![X-Men #1 courtesy Marvel](https://i0.wp.com/www.comicsblend.com/wp-content/uploads/2013/05/xmen1cover-198x300.jpg?resize=198%2C300&ssl=1)
Storm, Brian Wood, Olivier Coipel – it’s a creative marriage made in geek heaven!
X-Men #1 by Wood & Coipel launched this week with Ororo in command of an all-female team. Wood’s smashing take on the mutant windrider on the previous volume of X-Men last year was a hit with fans. I even declared Wood’s writing of Storm was the best since the Chris Claremont golden years.
The iconic X-woman recently split from Black Panther, joined the Jean Grey School, and is now sporting her Mohawk again. Wood tells Marvel.com how he found a voice for Storm that resonated with fans.
“This is one of those honest answers that don’t always come across so well in interviews, but I don’t know. [Laughs] I remember when I started writing X-MEN [in 2012], I said in an interview something about how I was looking forward to figuring Storm out, to discovering my version of her voice. In the end I went with my gut, and wrote her as a flawed but determined leader, one not afraid to make controversial moves if the end goal is a noble one. And it worked; the reaction to my Storm was beyond overwhelming.
I often write from the gut, or go with instincts. I am not a person who spends much time self-analyzing. I prefer to trust my skills and while not everything I do hits the target, most of the time it serves me well.”
![X-Men #1 by Terry Dodson courtesy Marvel](https://i0.wp.com/www.comicsblend.com/wp-content/uploads/2013/05/x-men-1-dodson-197x300.jpg?resize=197%2C300&ssl=1)
Wood continues writing Ultimate Comics X-Men and now in both universes Storm wears the Mohawk hairstyle she once sported in the 1980’s. Wood explains what the change represents:
“I brought the Mohawk back in the Ultimate version of Storm, in that case mostly because I find it iconic and striking, more of a style thing than anything else, and it made sense in the context of the Ultimate stories. I think in the [Marvel Universe] it can represent a level of freedom she might not have had in the recent past, sure. But I think it can change again—why not?”
One of the most intriguing elements of Wood’s previous run was Storm’s conflict with Cyclops so who does Ororo answer to now?
![X-Men #36 courtesy Marvel](https://i0.wp.com/www.comicsblend.com/wp-content/uploads/2012/09/xmen36-197x300.jpg?resize=197%2C300&ssl=1)
“I think Storm has obligations to the Jean Grey School, and I think she answers to the general needs and security of mutant kind. She never struck me as a blind follower of an ideology, though. There was this somewhat infamous interview I gave a few weeks back where I brushed off a question asking if Storm was Team Logan or Team Scott; I don’t know, to answer that straight, she is whatever she is in the comics now, right? Whatever writer’s already defined that, that’s what she is. But I’m not going there, personally. I won’t break continuity, but I’m not going to strive to define her actions as a mutant as being in one of two boxes, you know. I like Storm too much for that. She deserves her independent thought.
For the entire interview here’s the Marvel.com link.
Storm appears in All-New X-Men, Uncanny X-Men by Brian Michael Bendis and the new Uncanny X-Force by Sam Humphries.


# [TASK DIRECTIONS]
Taking only the lines of the data below from the line with "Identify the location" to the line with "Image resolution: width=1305", ends included, write them out exactly and without pictures.

# [GIVEN DATA]
▶

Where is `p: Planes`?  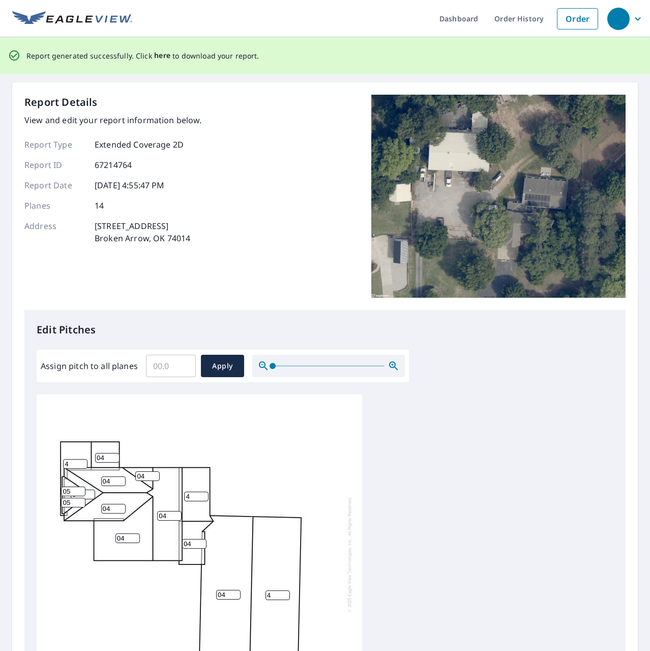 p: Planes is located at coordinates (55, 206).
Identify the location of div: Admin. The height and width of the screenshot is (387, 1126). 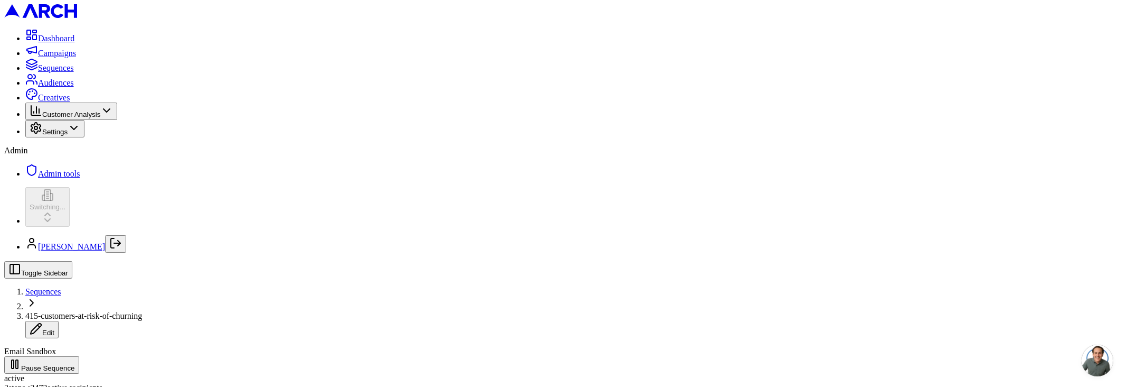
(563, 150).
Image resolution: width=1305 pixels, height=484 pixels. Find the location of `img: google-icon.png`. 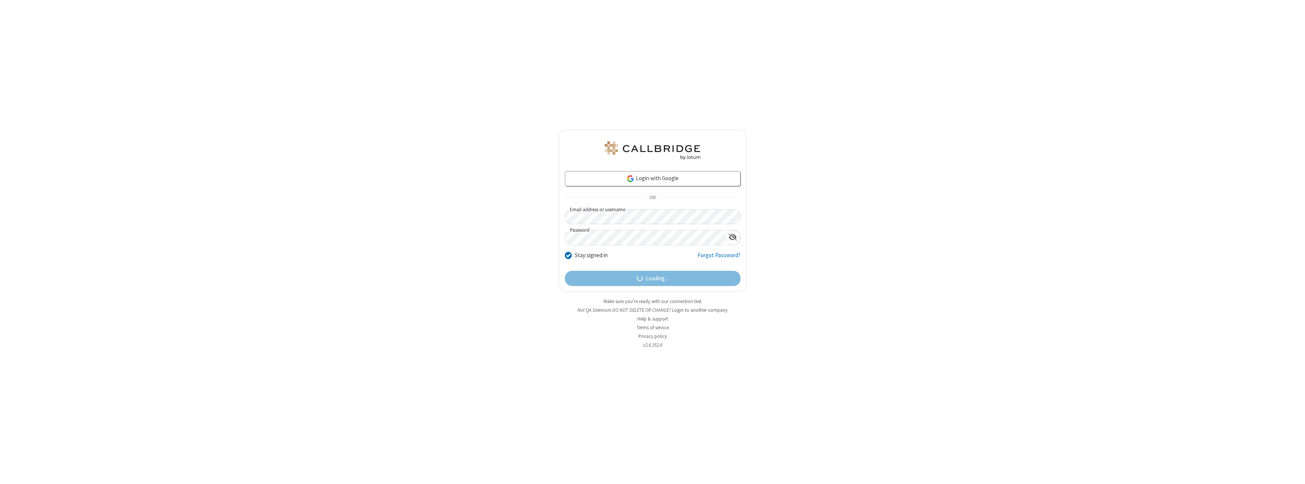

◀
▶

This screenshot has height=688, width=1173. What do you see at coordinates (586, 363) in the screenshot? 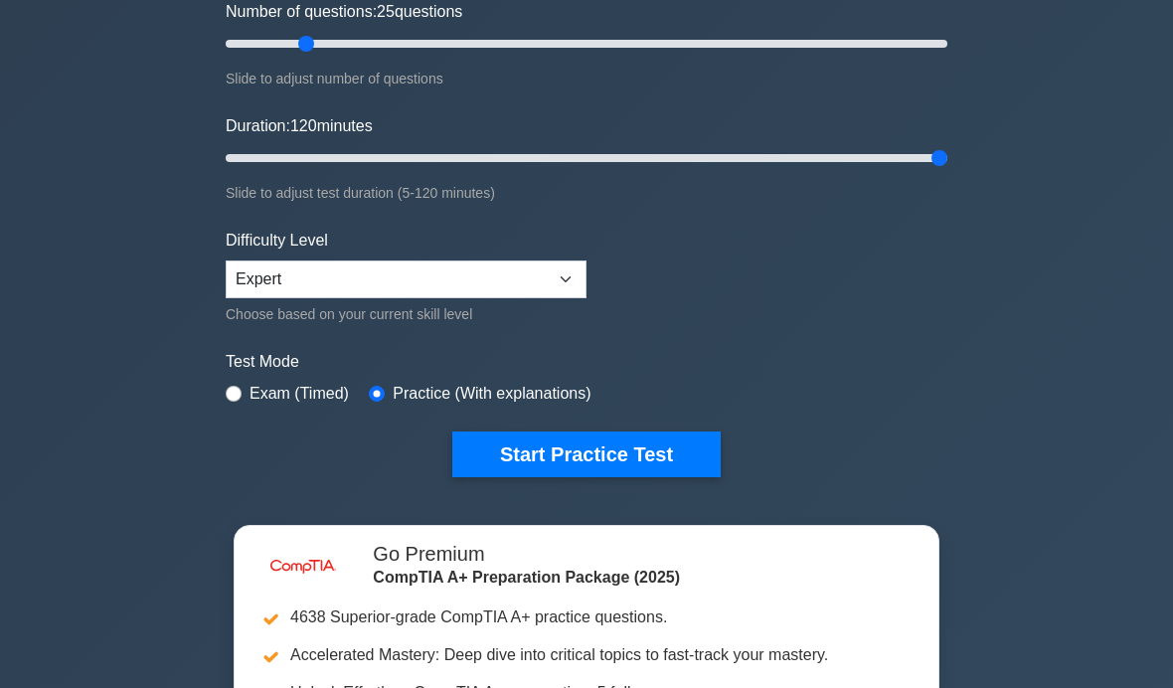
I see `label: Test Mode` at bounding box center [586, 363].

◀

# [ANSWER FOR THE TASK]
Identify the location of div: Admin. The height and width of the screenshot is (387, 1126). 
(563, 150).
Image resolution: width=1305 pixels, height=484 pixels. Find the location of `img: google-icon.png`. 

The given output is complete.